Disguise — formerly d3 Technologies — makes media servers. The GX 2c is their mid-range touring workhorse. It has been inside more stadium tours, arena shows and broadcast events than any other single product in the professional AV world. Understanding what it does and why it exists changes how you think about the entire category of “live video”.
What it actually is
The GX 2c is a 2U rackmount server running Disguise Designer software on a custom hardware platform. Two DVI/HDMI outputs per unit — hence the “2c” (two channels). It is designed to be used in pairs: a primary and a backup, locked together over a dedicated 10GbE link, with automatic failover in under a frame. It costs roughly €25,000 new per unit, meaning a redundant touring pair is a €50,000 investment before you add the server rack, cabling, and peripherals.
It is not for beginners. It is not trying to be. It is a professional tool for professional productions where the cost of a 30-second failure during a sold-out show is measured in tens of thousands of euros in brand damage, not just a bad memory.
The key differentiator: the timeline
Resolume is a live instrument. You play it. Disguise is a show controller. You programme it. The core of Disguise Designer is a frame-accurate timeline — a complete script of everything that happens during a show, from the first second of the intro video to the final blackout of the encore. Every video cue, every brightness change, every LED processor command, every DMX trigger: locked to timecode and reproducible perfectly every single night of a 200-date world tour.
This distinction matters more than it first appears. A timeline-based show can be rehearsed in pre-production without a stage. Every person on the production — lighting designer, audio engineer, director, artist — can reference the same document and know exactly what the show looks like at any given moment. Changes are tracked, versioned, and distributed. On show day, the operator’s job is primarily to ensure the system is healthy, the timecode is locked, and the show runs as designed. There is relatively little real-time decision-making.
Redundancy by design
A single GX 2c can run a show. On a real tour you run two, locked together in a Primary/Backup configuration over a dedicated 10GbE link. Both machines are running the show simultaneously. The Primary’s output goes to the displays. The Backup’s output goes to a hot-spare input on the video switching system. If the Primary fails — power loss, software crash, hardware fault — the Backup takes over in under a frame. The audience sees nothing. The tour does not stop.
This architecture is not unique to Disguise but Disguise has made it more accessible and more reliable than any competitor at their price point. The Backup is not a cold spare that needs to be configured after a failure — it is a live mirror that is ready to take over at any moment, automatically, without operator intervention. This is what “production-grade” actually means, as opposed to “this has been working for six months so it should be fine”.
3D mapping and pre-visualisation
Disguise Designer includes a full 3D pre-visualisation environment. You build a virtual model of the stage — LED walls, screens, projection surfaces, anything — and the software renders your show in 3D before you ever get to the venue. Content is mapped to surfaces in 3D space, not just stretched to fill a rectangle. This means a curved LED wall, an irregular geometric screen, a floor LED surface, and a front-projection screen can all be driven from a single Disguise machine with the geometry handled in software.
The pre-vis workflow also means that a production designer can sign off on the visual look of a show months before the tour starts, using nothing more than Disguise and a good 3D model. Changes that would require a full tech rehearsal on a real stage can be made and reviewed at a desk. This has compressed production timelines enormously for large-scale tours.
Who should learn it
Anyone who wants to work on touring productions, broadcast events, or large-scale permanent installations. The skill set is different from Resolume: more pre-production, more collaboration with lighting and show control teams, less real-time improvisation. The role is closer to a film editor or a systems engineer than a DJ or a live performer.
But the jobs it opens are a different tier entirely. A touring Disguise operator on a major artist’s world tour earns significantly more than a club VJ, works on productions with budgets that can support proper pre-production time, and builds a body of work that transfers across the industry. The skills are also increasingly relevant to broadcast — live TV, award shows, and major broadcast events have converged almost completely with touring production technology over the last ten years.
The GX 2c is not the right tool for a club night. It is the right tool for everything that comes after — and learning it changes the ceiling on what you can do.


__Task item__:
Your answer must consist of exactly the lines below, starting with the line with "Identify the area" and going on through the line with "Get bbox for", and nothing else.

__Records to use__:
────────────────────────────────────────
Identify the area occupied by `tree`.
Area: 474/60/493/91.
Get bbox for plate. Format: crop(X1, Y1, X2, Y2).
────────────────────────────────────────
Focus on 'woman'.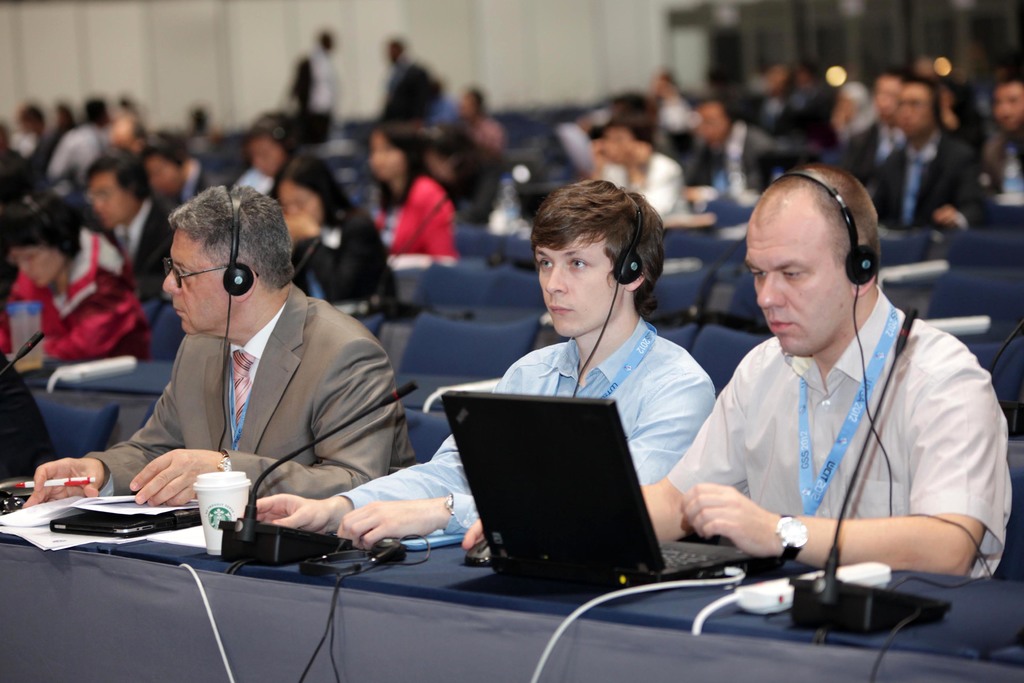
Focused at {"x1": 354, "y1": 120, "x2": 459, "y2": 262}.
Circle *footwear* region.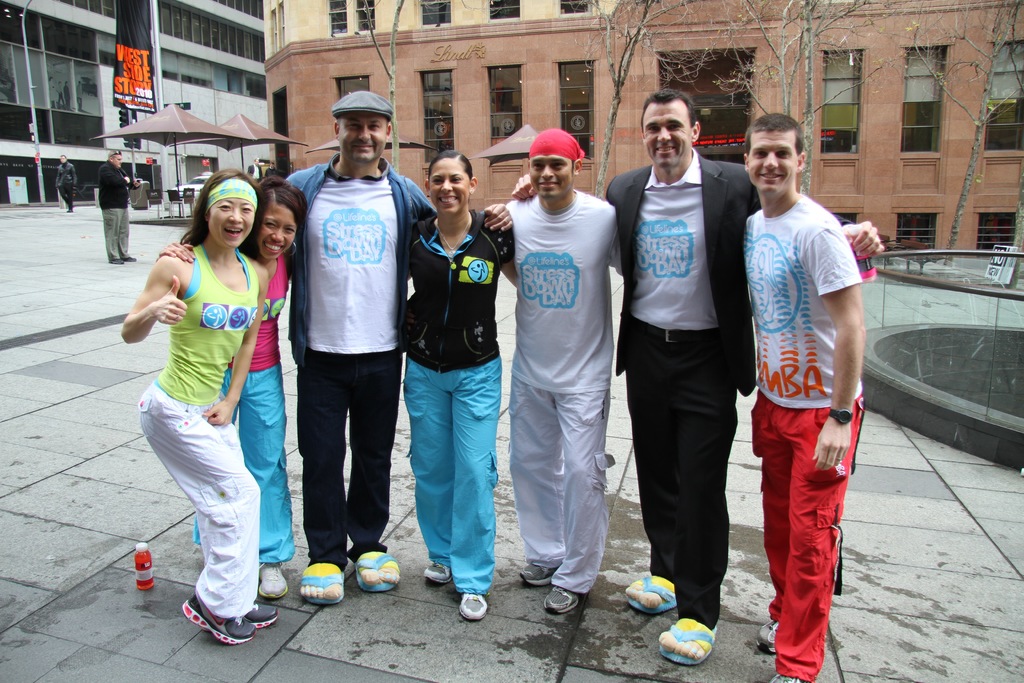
────────────────────────────────────────
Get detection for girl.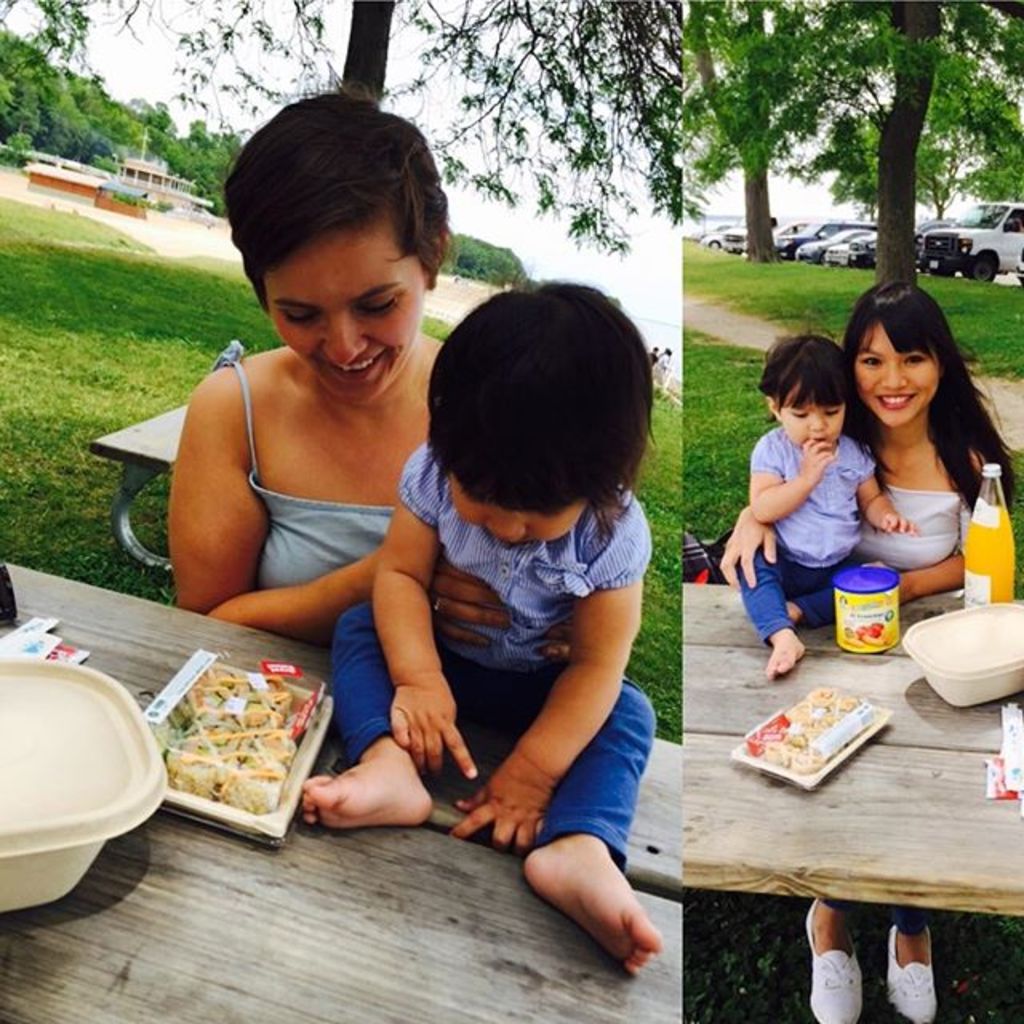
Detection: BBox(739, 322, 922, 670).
────────────────────────────────────────
__Answer section__:
Identify the area occupied by `tree`.
Area: 474/60/493/91.
Get bbox for plate. Format: crop(X1, Y1, X2, Y2).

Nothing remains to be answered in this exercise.